Tuesday, August 19, 2014
By Michael Myers, Managing Director, The Rockefeller Foundation
This post originally appeared on the Rockefeller Foundation website here.
More than 60 percent of the global workforce comprises informal workers. That's 1.8 billion people who work without the protection of regulations or other social safety nets like health care. Their families tend to live in informal communities or slums. In many ways, they live off-the-grid.
As the number of informal workers is projected to grow, many of us are examining new ways of working with these communities to meet their health needs. This requires new ways of thinking as new insights emerge from these vibrant economies, whose surrounding communities often are invisible or ignored. These communities face a host of seemingly intractable challenges. We believe that tapping into their many positive attributes leads to a greater chance of success in developing effective and durable approaches to their health and other needs.
Here are a few things that we've learned so far.
In designing approaches to their health needs, we must understand informal workers better. It is not sufficient simply to know that they are construction workers and vendors, maids and waste pickers. We have come to know them also as highly networked individuals. They must be networked to land the next job and care for their families. So health programs could tap into those networks to provide effective care. Informal workers have little spare time because typically if they aren't working they don't get paid. So services need to come to them since they have no time to go miles away for services, except in dire emergencies. They view their health as an asset that they must protect because their livelihoods depend on it. So we should respect that desire and co-create interventions with informal workers that meet their needs.
Informal communities tend to be dynamic and entrepreneurial with their own noisy networks and social structures. They can be difficult for the formal world to understand and connect to them. But bridging the formal-informal divide is possible. Many government agencies and private businesses need someone to serve as a bridge—to bring order out of the seeming chaos of informal communities—before they can work and invest there. In one instance in India, a large health insurer decided to provide low-cost policies in informal communities only after a major informal community group agreed to market and sell the insurance. The informal community group also provided the business analytics that the large formal insurer needed to serve as underwriter.
In designing approaches to the health needs of informal workers, more funding is not the top priority. Some even say money is not an object. That is because businesses are eager to tap into this huge market and might help address health needs. In major markets in Africa, for example, mobile phone carriers are eager to add services to their mobile platforms that will encourage brand loyalty. Some government agencies have health funds that could be released if they only understood informal communities better. Informal workers themselves, while most often poor, have shown a willingness to contribute their own resources to pragmatic programs that meet their families' needs. The challenge is to develop innovative approaches that tap into these resources from corporations, governments, and individual families.
There is a wide lack of awareness and knowledge that most of the world's workforce is informal. Even many of those who work on global human needs every day are unaware of its size and impact. We need to turn this around, which is why The Rockefeller Foundation is right now exploring innovations that might hold the promise of doing just that. After all, across most of the planet, informal workers make up the majority of the labor force.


-- ASSIGNED TASK --
Work out how many lines of the data below hold the string "Payment". Answer with that number alone.

-- DATA SUPPLIED --
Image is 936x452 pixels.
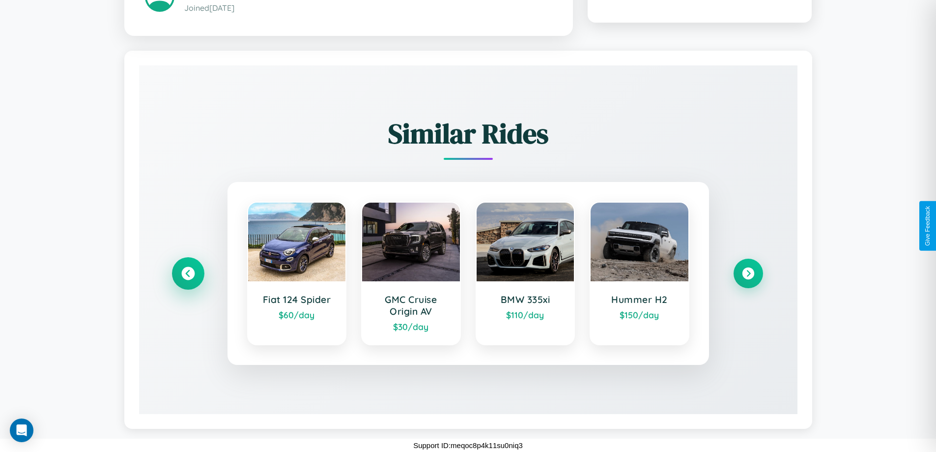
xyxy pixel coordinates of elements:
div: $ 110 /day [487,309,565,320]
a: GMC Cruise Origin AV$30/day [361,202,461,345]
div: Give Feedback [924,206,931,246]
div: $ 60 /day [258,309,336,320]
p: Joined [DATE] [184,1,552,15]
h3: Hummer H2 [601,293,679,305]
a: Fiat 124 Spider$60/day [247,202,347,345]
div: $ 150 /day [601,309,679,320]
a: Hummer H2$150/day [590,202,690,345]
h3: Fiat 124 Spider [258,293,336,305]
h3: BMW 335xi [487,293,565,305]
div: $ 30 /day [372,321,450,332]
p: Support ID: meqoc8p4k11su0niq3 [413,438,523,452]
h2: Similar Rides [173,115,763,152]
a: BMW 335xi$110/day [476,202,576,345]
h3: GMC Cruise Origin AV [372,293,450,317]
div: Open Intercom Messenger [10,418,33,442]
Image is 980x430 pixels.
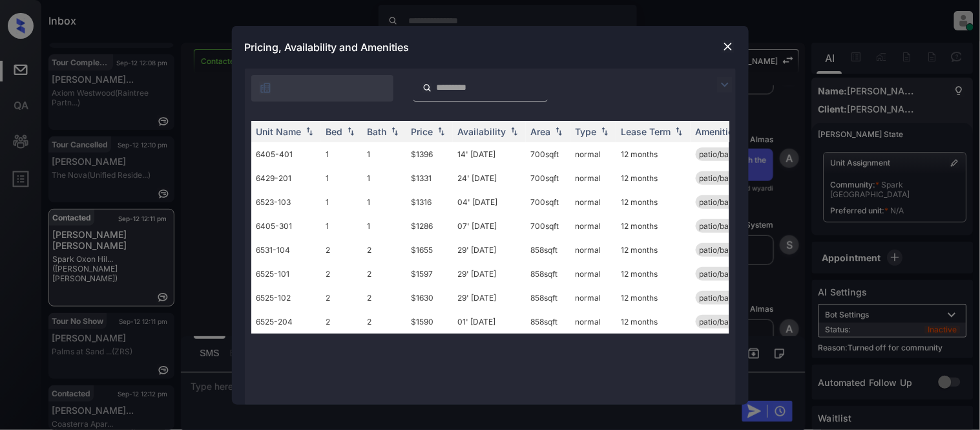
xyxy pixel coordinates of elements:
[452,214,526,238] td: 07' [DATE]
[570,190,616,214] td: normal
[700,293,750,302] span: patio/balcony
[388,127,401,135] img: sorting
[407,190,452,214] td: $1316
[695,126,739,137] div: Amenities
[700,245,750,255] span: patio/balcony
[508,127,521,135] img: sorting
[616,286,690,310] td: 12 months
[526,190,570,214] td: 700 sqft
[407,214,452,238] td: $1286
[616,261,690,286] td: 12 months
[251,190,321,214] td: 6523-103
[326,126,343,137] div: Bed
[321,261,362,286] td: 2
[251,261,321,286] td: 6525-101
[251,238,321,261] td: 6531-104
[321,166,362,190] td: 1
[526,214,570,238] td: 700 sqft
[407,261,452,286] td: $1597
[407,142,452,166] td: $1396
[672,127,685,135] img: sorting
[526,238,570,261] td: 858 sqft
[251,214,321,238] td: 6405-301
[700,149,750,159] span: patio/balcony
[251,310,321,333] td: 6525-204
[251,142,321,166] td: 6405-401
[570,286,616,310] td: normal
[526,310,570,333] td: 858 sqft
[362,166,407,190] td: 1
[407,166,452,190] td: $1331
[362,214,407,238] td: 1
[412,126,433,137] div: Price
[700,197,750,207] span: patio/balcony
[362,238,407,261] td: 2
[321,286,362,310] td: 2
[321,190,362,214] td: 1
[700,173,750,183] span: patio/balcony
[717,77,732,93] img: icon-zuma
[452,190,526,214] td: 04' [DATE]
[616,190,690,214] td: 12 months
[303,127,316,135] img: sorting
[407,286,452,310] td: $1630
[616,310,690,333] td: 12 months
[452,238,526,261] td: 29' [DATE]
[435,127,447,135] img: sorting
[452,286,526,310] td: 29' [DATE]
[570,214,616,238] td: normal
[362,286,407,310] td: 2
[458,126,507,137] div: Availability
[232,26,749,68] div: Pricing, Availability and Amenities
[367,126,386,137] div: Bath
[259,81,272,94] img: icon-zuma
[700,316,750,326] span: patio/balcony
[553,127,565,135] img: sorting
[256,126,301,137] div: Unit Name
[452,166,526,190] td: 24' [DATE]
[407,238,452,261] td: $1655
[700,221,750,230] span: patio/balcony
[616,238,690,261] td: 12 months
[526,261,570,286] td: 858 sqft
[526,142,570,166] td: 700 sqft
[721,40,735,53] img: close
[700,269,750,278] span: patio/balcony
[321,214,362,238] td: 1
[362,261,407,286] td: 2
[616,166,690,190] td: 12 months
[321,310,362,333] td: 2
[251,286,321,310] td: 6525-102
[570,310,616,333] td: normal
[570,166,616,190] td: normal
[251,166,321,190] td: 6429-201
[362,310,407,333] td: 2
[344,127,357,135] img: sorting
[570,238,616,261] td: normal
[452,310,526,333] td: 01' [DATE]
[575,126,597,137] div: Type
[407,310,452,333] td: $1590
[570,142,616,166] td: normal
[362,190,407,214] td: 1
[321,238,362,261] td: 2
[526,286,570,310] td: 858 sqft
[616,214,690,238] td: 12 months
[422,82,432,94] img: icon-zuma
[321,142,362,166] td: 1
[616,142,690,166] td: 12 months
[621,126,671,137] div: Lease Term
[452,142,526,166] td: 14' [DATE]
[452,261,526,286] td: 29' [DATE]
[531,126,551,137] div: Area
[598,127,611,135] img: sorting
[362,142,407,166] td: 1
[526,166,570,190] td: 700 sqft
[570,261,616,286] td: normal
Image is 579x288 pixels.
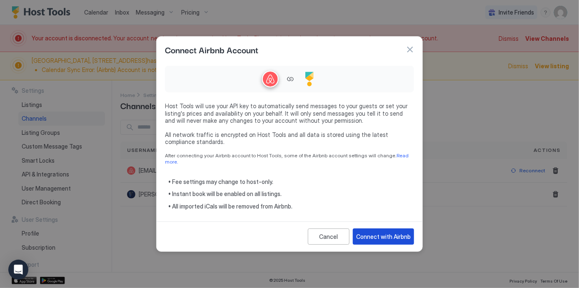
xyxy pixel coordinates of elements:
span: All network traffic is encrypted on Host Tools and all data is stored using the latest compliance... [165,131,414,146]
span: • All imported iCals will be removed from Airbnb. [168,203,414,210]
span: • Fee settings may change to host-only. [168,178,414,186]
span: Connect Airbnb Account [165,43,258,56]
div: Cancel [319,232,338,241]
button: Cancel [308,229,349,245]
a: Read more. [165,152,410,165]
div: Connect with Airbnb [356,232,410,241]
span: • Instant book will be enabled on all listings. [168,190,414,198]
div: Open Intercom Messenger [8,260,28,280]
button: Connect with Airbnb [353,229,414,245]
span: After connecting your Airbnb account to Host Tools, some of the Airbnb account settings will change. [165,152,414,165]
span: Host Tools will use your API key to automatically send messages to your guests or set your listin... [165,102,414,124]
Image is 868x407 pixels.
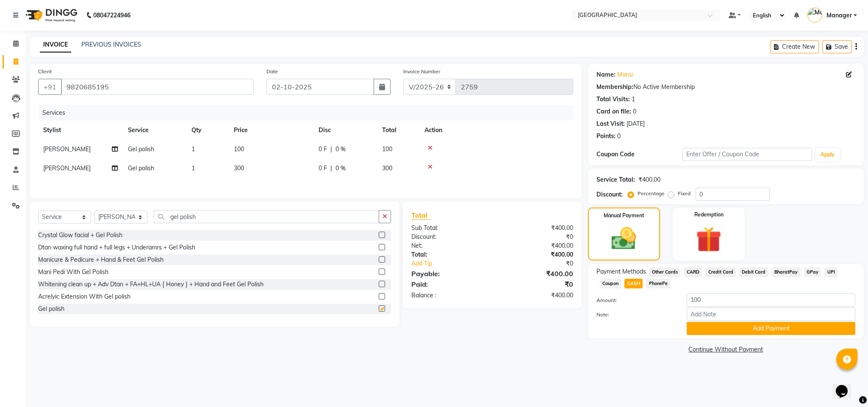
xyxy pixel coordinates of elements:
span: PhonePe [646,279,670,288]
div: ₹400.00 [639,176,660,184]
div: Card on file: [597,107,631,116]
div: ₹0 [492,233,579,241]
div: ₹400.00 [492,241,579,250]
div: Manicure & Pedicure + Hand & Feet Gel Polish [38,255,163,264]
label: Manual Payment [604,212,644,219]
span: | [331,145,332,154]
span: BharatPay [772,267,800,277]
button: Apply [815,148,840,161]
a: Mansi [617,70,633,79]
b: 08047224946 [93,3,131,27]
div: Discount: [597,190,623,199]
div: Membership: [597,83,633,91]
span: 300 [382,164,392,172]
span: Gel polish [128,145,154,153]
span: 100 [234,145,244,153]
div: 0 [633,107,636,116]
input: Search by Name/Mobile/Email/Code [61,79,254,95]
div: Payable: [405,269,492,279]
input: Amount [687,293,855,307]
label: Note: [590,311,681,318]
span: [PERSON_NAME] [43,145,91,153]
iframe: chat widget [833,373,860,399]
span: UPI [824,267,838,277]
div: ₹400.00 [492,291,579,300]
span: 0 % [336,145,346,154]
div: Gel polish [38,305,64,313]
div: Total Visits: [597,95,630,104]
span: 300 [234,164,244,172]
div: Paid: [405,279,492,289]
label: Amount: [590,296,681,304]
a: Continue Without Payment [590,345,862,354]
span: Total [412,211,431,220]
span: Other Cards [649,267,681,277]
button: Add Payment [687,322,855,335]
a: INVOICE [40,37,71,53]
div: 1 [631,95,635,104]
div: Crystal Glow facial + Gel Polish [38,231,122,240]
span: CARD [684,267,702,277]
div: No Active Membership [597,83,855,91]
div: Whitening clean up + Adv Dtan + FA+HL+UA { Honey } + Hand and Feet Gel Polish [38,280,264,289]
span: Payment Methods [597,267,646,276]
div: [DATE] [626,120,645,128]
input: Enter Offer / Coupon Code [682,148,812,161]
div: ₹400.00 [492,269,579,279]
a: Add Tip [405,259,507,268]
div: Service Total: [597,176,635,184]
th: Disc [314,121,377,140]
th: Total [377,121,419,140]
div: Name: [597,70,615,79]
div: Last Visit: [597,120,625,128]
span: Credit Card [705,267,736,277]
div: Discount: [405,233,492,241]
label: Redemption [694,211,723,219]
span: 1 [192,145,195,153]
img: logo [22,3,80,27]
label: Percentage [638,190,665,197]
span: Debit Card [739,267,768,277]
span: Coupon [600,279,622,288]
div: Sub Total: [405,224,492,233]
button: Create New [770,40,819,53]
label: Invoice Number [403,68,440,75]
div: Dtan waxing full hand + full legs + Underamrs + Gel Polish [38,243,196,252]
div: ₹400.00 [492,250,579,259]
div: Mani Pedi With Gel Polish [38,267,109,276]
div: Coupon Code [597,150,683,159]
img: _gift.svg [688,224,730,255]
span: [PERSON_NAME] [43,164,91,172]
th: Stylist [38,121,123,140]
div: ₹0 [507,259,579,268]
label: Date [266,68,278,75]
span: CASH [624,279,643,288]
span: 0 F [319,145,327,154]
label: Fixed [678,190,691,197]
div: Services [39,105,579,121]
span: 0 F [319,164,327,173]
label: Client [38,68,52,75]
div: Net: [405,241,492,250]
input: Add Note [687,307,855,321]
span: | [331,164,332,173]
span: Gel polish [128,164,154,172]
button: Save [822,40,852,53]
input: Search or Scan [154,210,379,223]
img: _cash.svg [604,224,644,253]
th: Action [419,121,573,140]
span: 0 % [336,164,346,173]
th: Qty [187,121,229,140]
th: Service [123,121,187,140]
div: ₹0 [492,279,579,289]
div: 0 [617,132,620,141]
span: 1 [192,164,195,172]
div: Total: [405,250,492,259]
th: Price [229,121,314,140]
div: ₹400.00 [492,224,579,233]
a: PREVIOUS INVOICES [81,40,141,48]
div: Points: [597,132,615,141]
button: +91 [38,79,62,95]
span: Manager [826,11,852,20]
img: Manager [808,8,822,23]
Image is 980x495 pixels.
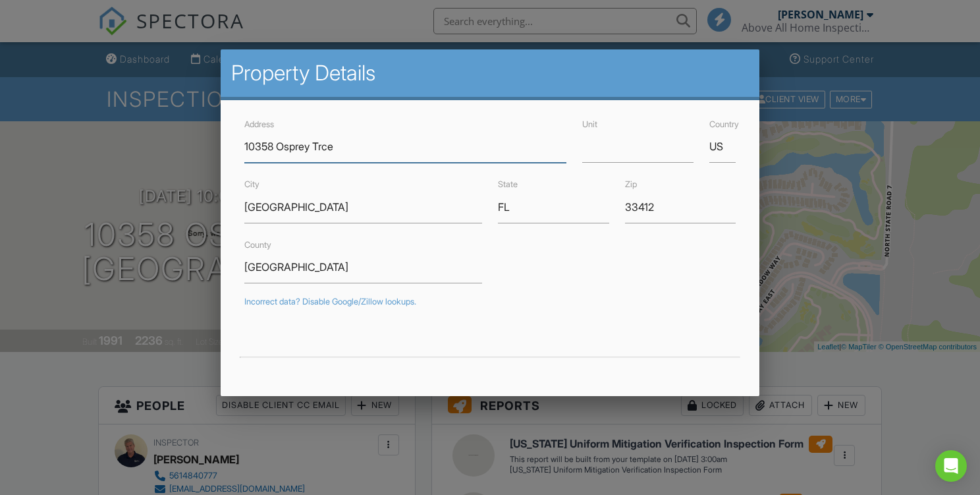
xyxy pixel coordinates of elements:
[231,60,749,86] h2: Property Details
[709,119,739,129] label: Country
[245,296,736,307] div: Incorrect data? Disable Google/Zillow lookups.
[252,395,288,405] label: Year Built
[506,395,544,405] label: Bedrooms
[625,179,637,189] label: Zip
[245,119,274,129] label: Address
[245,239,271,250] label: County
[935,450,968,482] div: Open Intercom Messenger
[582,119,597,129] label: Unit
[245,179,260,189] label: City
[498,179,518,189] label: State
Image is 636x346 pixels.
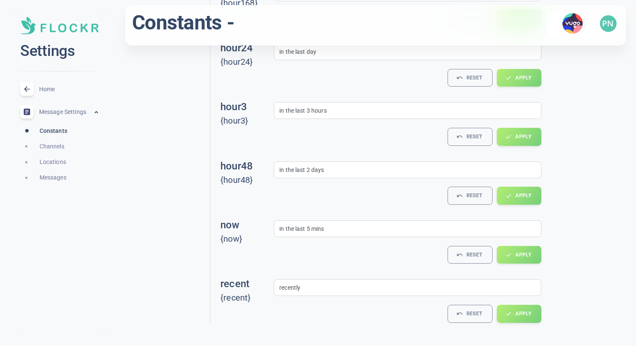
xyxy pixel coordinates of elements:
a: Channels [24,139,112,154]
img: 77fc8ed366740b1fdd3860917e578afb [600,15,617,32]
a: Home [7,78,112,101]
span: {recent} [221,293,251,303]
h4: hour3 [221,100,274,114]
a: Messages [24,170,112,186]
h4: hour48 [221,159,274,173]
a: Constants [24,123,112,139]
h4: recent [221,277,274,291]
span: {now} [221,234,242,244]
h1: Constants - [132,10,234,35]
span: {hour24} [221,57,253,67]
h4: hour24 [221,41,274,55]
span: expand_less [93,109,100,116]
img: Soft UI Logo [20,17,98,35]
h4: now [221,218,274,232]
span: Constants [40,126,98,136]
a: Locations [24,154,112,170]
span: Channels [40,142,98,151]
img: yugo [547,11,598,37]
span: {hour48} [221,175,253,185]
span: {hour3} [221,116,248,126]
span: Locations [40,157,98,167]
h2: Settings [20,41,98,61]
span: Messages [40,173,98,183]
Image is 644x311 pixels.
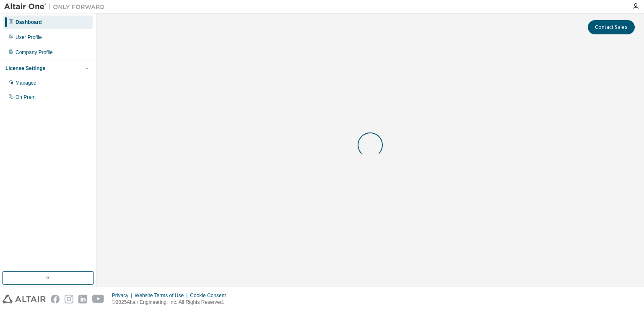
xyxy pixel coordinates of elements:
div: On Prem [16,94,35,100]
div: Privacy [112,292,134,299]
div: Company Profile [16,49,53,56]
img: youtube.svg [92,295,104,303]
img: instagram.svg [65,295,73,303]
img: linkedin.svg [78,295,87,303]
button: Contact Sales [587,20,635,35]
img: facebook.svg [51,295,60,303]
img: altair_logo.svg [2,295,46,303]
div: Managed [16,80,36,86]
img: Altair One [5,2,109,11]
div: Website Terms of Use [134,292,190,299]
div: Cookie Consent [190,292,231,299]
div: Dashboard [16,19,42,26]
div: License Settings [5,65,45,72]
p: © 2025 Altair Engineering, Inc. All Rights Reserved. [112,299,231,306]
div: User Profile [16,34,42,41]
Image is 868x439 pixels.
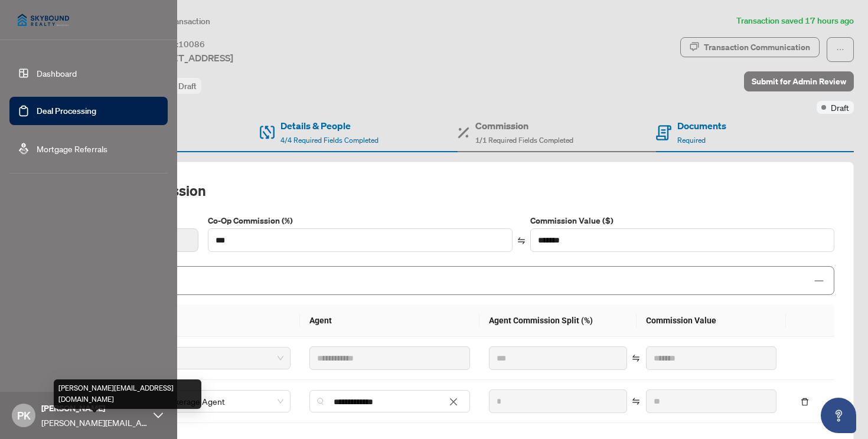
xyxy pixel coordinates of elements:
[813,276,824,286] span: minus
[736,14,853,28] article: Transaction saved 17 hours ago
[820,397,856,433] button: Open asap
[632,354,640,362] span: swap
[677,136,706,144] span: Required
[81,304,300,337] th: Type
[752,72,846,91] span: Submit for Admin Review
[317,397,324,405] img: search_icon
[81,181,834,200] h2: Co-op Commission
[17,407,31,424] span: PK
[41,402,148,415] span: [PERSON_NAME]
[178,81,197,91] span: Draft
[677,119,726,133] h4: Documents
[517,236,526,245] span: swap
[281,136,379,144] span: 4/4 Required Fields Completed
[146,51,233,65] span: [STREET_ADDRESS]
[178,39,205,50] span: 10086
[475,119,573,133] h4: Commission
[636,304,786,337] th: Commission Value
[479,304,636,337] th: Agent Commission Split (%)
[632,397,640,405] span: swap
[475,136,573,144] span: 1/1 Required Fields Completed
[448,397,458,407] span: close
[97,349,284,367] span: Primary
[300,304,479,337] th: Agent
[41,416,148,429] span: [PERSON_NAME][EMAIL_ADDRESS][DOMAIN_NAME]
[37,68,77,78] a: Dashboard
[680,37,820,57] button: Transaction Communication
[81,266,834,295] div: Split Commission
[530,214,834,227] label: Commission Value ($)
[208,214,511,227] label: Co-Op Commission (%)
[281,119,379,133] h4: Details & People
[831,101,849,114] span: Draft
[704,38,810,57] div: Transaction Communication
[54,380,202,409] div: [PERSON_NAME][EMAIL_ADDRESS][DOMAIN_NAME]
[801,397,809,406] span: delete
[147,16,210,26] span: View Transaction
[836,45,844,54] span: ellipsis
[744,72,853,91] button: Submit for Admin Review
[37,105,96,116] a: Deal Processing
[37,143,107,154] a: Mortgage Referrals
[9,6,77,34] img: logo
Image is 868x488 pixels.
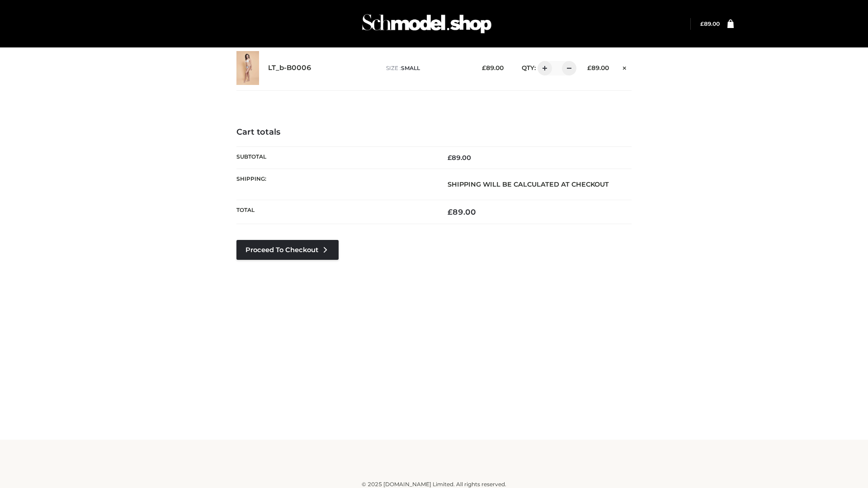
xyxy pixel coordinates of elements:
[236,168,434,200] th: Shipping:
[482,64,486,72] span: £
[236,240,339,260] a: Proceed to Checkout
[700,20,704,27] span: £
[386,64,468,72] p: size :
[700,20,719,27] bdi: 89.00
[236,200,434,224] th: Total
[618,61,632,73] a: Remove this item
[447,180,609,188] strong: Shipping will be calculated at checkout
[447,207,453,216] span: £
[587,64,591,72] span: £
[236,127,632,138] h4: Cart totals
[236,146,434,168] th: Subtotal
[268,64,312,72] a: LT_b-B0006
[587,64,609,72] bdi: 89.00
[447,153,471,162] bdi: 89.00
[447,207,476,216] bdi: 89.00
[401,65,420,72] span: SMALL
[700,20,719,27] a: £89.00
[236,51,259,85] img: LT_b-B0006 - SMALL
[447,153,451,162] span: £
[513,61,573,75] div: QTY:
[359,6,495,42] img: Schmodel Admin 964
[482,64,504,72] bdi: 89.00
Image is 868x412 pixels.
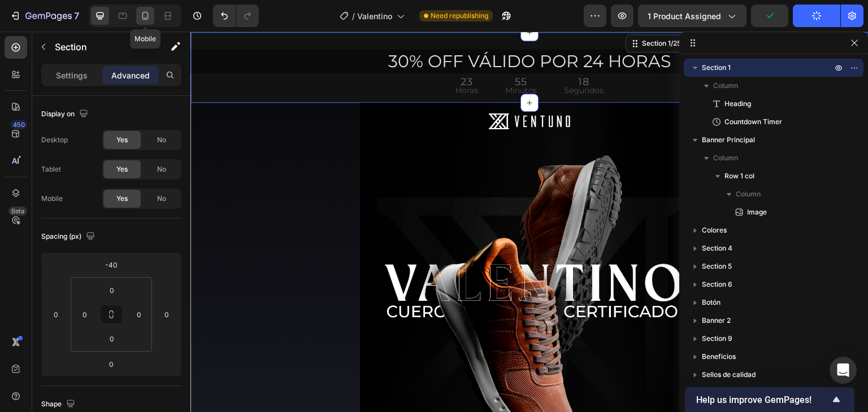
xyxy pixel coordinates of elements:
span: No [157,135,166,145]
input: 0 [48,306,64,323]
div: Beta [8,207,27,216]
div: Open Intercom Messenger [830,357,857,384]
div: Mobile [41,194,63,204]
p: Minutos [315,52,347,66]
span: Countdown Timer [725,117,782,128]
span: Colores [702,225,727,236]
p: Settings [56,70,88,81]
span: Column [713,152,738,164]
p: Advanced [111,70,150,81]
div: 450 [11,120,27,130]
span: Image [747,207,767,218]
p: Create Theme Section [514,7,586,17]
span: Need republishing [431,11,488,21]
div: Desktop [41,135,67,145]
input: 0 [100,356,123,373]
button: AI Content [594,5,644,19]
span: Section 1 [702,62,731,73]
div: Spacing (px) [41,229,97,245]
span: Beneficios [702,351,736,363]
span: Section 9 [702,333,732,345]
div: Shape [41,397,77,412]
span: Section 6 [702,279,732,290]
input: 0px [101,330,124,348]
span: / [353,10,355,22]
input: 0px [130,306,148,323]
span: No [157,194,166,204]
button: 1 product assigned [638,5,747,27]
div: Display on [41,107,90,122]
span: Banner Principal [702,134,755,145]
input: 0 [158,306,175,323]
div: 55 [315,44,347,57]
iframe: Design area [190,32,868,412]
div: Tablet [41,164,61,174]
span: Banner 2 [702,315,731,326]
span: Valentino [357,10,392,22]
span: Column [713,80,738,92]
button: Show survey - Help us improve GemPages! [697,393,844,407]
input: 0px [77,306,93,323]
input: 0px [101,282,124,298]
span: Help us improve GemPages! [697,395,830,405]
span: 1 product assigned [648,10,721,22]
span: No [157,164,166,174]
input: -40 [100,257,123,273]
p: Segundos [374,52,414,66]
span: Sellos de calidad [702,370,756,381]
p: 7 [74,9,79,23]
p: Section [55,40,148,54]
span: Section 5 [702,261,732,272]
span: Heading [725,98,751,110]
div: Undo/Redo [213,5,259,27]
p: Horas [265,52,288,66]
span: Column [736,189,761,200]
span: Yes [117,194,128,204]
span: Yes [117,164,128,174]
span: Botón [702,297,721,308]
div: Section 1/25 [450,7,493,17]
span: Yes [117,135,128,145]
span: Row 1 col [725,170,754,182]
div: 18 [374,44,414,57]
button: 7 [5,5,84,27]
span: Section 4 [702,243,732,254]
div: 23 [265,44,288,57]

-- RESPONSE --
4